All Your Friends Are Getting Hooked To The Sarahah App So Here’s Everything You Need To Know

Shabdita Pareek

We’re living in a fast-changing world of the internet and it’s not easy to keep pace with it. Before you can catch up with one trend, it throws a new one at you. Recently, you might have noticed your Facebook wall being taken over by a glut of urls and screenshots pertaining to a website called ‘Sarahah’.  

Remember just a few years ago there were Facebook Confessions Page mushrooming everywhere on Facebook? Sarahah is an extension of that concept, with a little more personal touch. 

The latest fad among social media users, Sarahah is totally worth the hype for its central theme of anonymity which lets people share their thoughts and feelings without disclosing their identity. 

thesun.co.uk

How it works

To embark on this journey of anonymous confessions, you have to download the app and create an account. It’s available on both Google Play and App Store. Once you’ve created an account, you’ll receive a custom URL which will direct your friends to the page where they can send you messages. Anyone can open that link and leave you a message and you’ll never know who sent it unless the person chooses to write his/her name.  

It facilitates the exchange of messages that you wouldn’t want to tell someone to their face. 

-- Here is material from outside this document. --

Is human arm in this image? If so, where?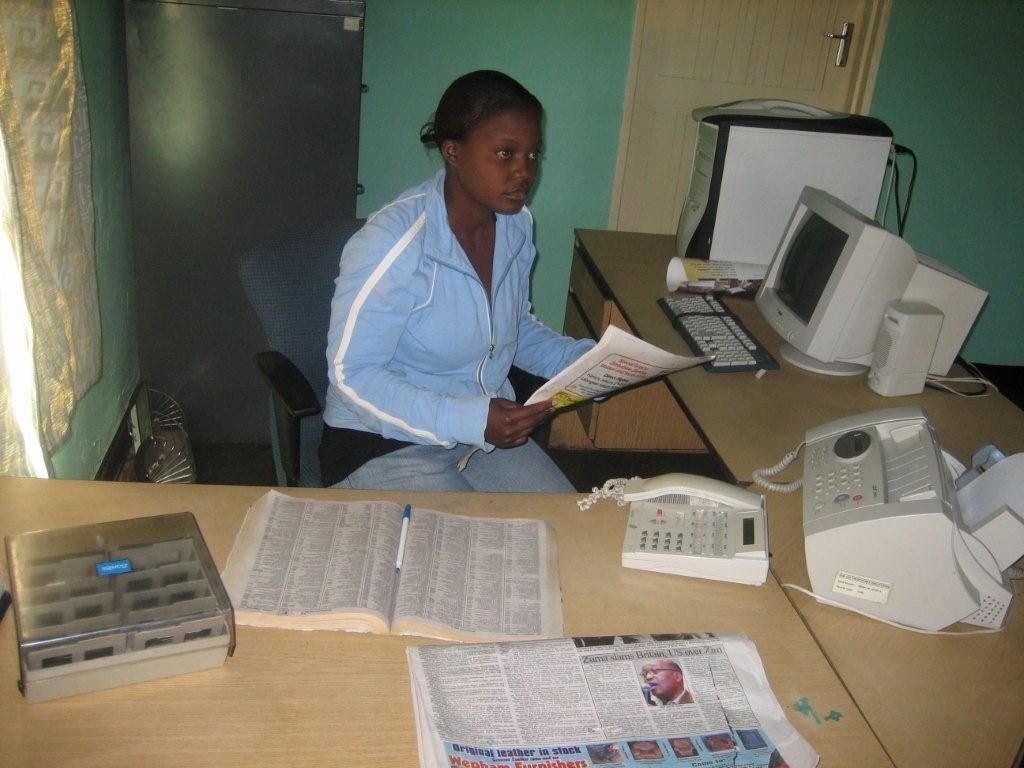
Yes, at 325/238/557/446.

Basically, no more sugar-coated words!

abc.net.au

Who created it?

Sarahah, which means ‘honesty’ in Arabic, was invented by a Saudi Arabian developer Zain al-Abidin Tawfiq. His aim towards creating this app was to give employees a platform where they can give their feedback to their bosses anonymously, without the fear that it’ll backfire. It was meant to give people an opportunity to constructively criticize each other.

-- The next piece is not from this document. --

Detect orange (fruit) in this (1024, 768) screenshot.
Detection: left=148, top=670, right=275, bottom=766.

The app first picked up in Saudi Arabia and is now trending in India as well. It has also gained popularity particularly among Snapchat users who are sharing their Sarahah links and screenshots of the messages.

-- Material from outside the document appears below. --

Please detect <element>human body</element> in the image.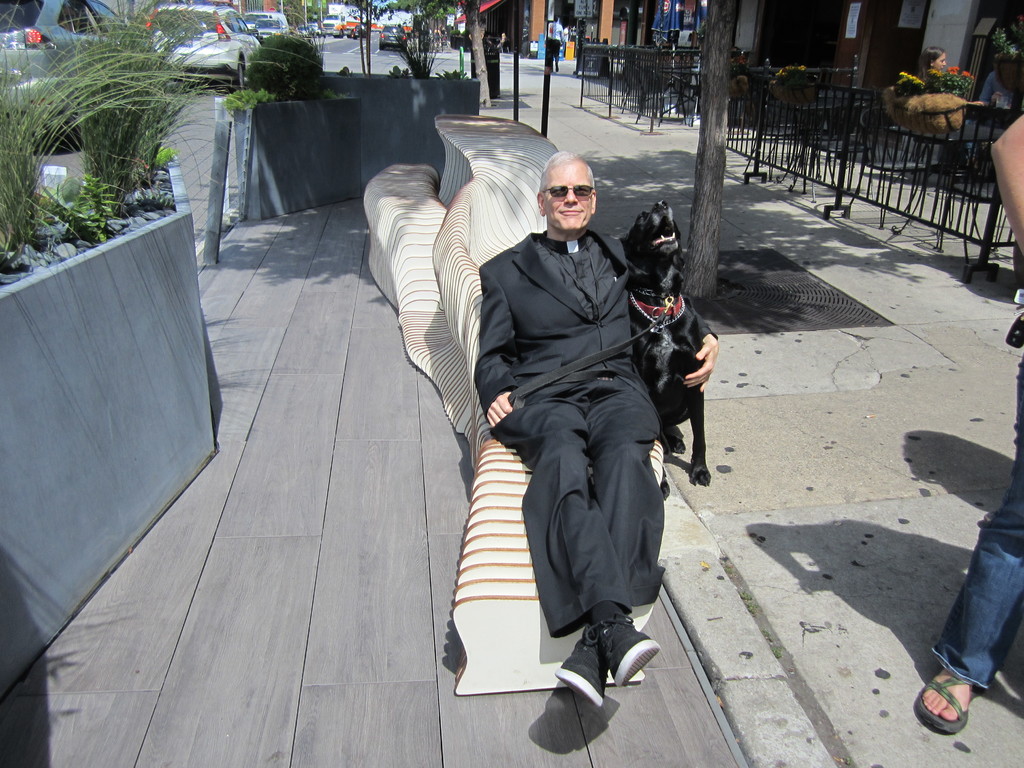
Rect(431, 128, 696, 691).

As the app’s iTunes description reads:

It will help users “strengths and areas for improvement by receiving honest feedback from [their] employees and [their] friends in a private manner.”

kukira.us

Risk of cyber bullying

Anonymity, which is the USP of this app, has also gotten people, especially parents of youth and teenagers worried. Currently the number 1 free iPhone app on iTunes, Sarahah has quite obviously raised concerns about cyber bullying. 

As reported by the Australian Broadcasting Corporation, cyber safety expert Leonie Smith opines:

Any messaging app or social media app that markets itself as being a place to post anonymous messages or posts will lend itself to anonymous bullying,” cyber safety expert Leonie Smith said.
mashable.com

But for now, Sarahah seems like a cool app to use.